Skip to main content
If you click on a link and make a purchase we may receive a small commission. Read our editorial policy.

LawBreakers devs take battle royale back to the 80s in Radical Heights

Big money! Big prizes!

'80s nostalgia is a rich vein of material, but few games have dug as close to bedrock as Radical Heights, the next game from LawBreakers studio Boss Key Productions. Tapping into a second source of zeitgeist, it's a free-to-play battle royale shooter, but with a hyper-capitalist twist and more luridly neon-painted BMX bikes than ever actually existed. It's also out tomorrow.

So, it's the '80s by way of Robocop and Smash TV, where clashing colours were the mark of high style, lycra shorts were totally fashionable and mullets were the coolest, manliest thing around. In short, it's a world that never existed, fabricated entirely in the past decade or so to tap into nostalgic and irony-driven crowds. Doesn't stop it being fun, though, and a hell of a lot better than the grim, grey-brown and desaturated style that used to rule the roost.

Watch on YouTube

Just from watching the trailer, I have two concerns. First is the proliferation of scoped or otherwise very deadly assault or sniper rifles. All the pseudo-cartoon aesthetics in the world can't hide this being another high-lethality shooter, no matter how many trampolines and BMX bikes you stuff it with. My second issue is with the central mechanical twist of the game: You have a persistent bank account that carries between matches.

The recent addition of vending machines to Fortnite may have seemed initially strange, but it provided a logical sink for you to pour excess materials into. Radical Heights' implementation feels like a potential balancing nightmare. Rich players can cash in from an ATM and grab a powerful weapon from the first shop terminal they see, while less fortunate folk are going to have to grab their guns the old fashioned way.

I appreciate that they're shooting for a very '80s 'Greed is Good' message, but if it ends up undermining the balance of the game and driving a wedge between players, Radical Heights might end up being remembered as an inadvertent critique of unchecked capitalism. At the very least, I can see players intentionally going into matches not to win, but to grind money and cash it out as quickly as possible in order to give them an edge in future rounds.

Radical Heights launches as free-to-play tomorrow via Steam Early Access.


**Task:** Starting with the line that contains "Detect human hair", give again exactly and only each line through the end of the records; include the last line and exclude pictures.
Start of Material shown
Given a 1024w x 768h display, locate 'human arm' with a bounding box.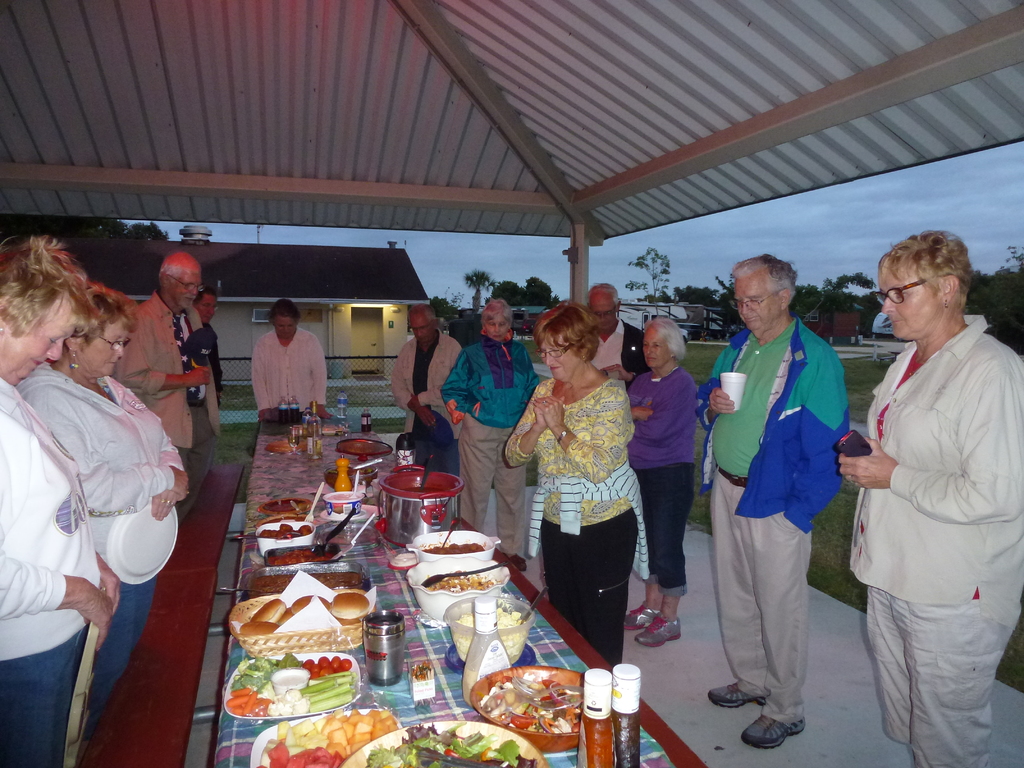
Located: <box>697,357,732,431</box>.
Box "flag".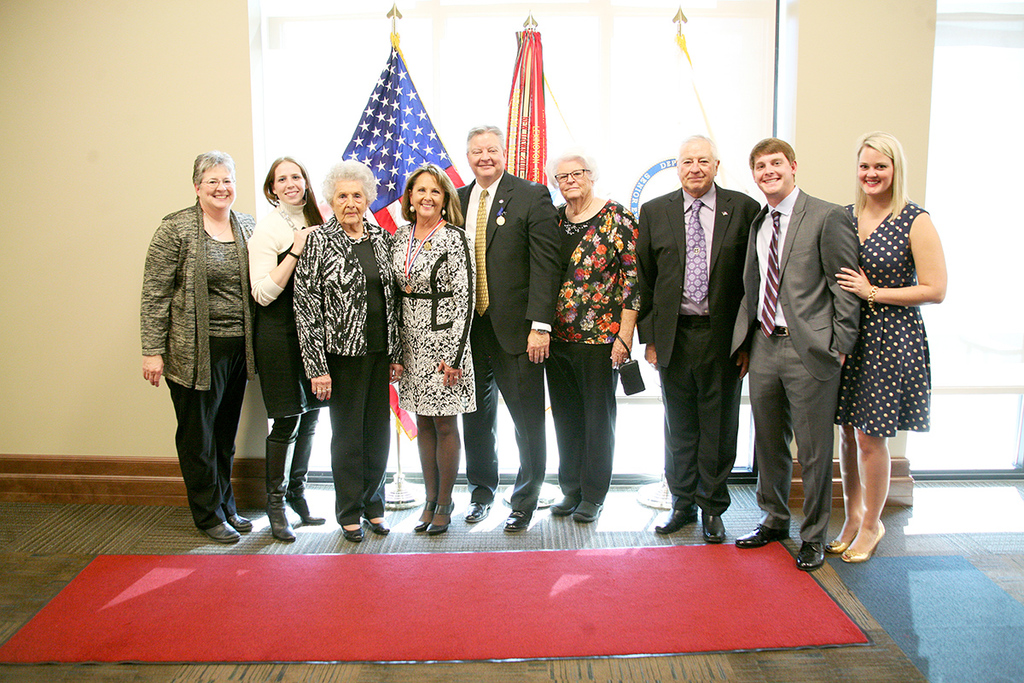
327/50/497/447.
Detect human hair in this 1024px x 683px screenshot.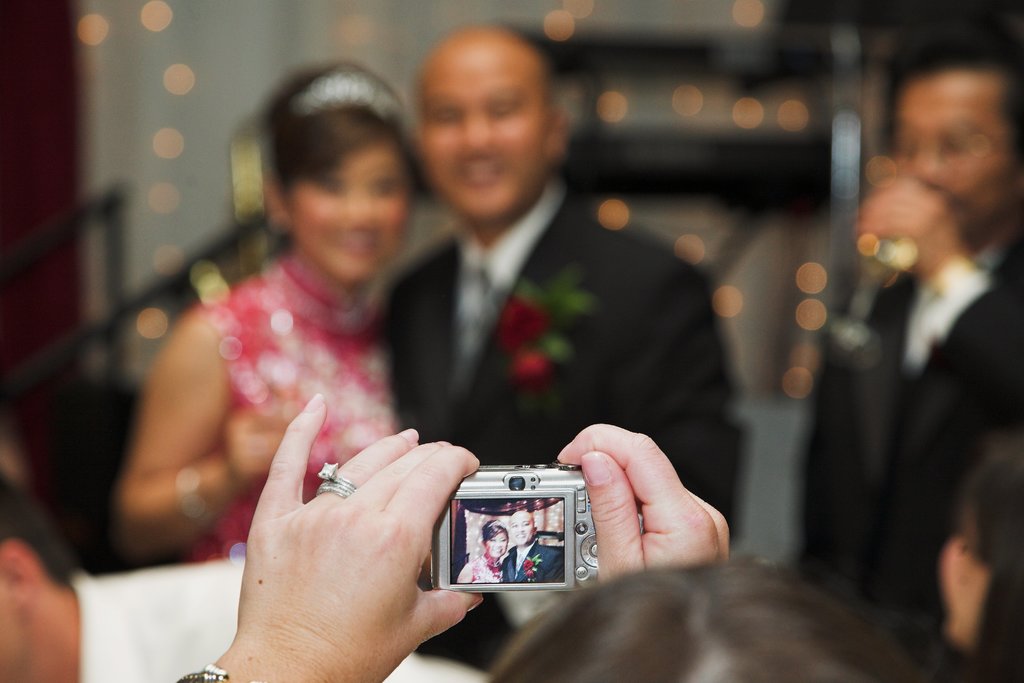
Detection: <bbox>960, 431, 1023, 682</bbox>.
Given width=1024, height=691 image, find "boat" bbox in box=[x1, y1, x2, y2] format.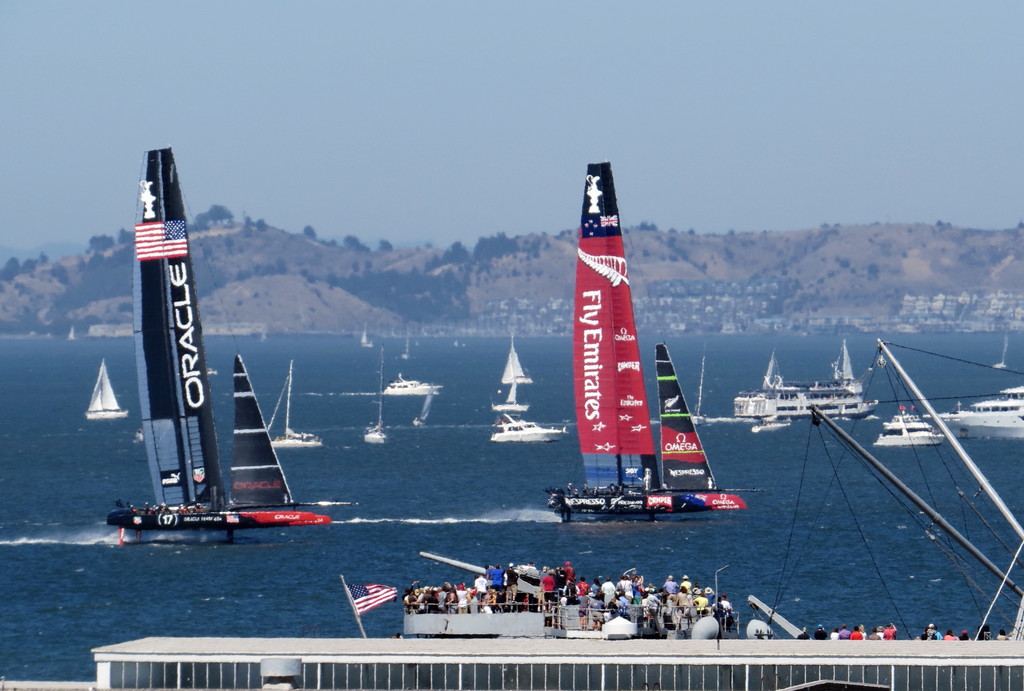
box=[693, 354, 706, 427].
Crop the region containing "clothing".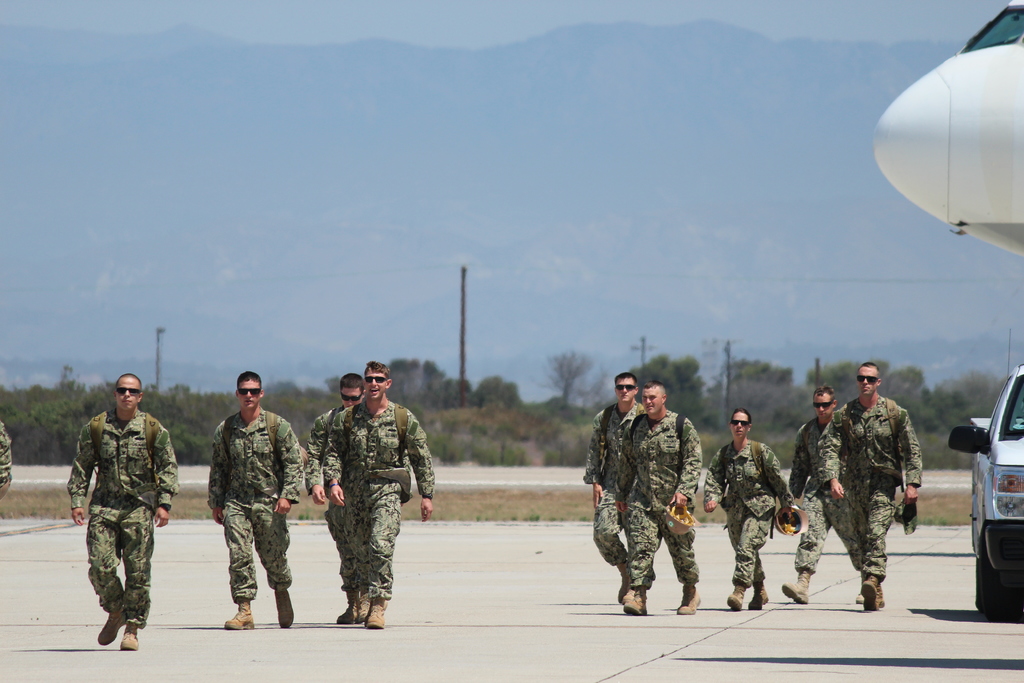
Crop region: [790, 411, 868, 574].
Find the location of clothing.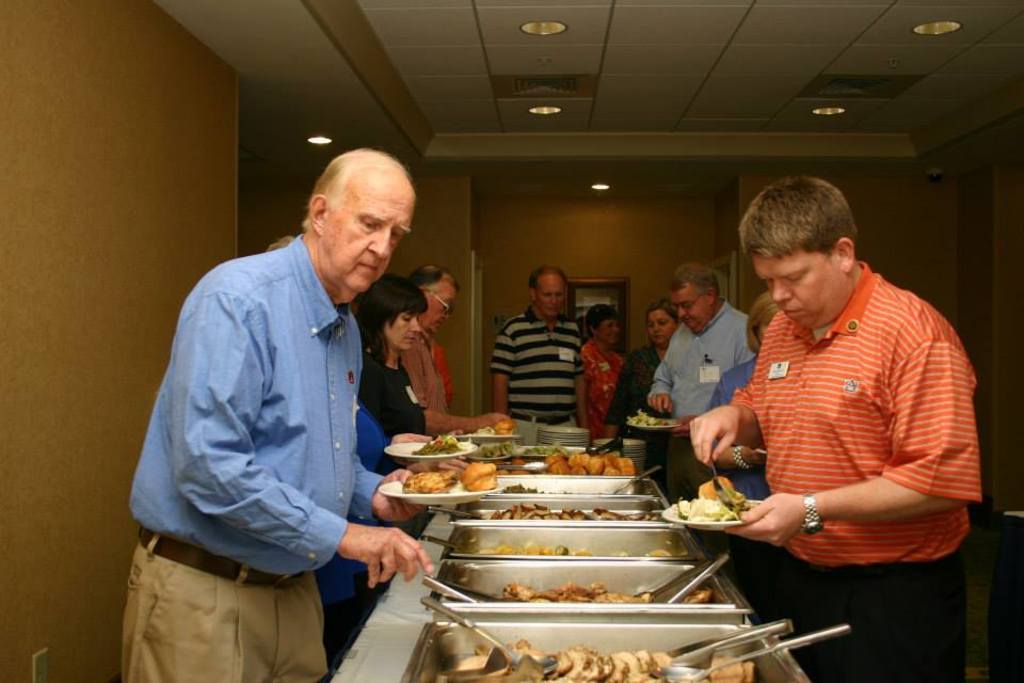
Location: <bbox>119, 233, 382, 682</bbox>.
End of Material shown
**Response:**
Detect human hair in this 1024px x 683px screenshot.
Detection: <bbox>960, 431, 1023, 682</bbox>.
Given width=1024, height=691 image, find "boat" bbox in box=[x1, y1, x2, y2] format.
box=[693, 354, 706, 427].
Crop the region containing "clothing".
Crop region: [790, 411, 868, 574].
Find the location of clothing.
Location: <bbox>119, 233, 382, 682</bbox>.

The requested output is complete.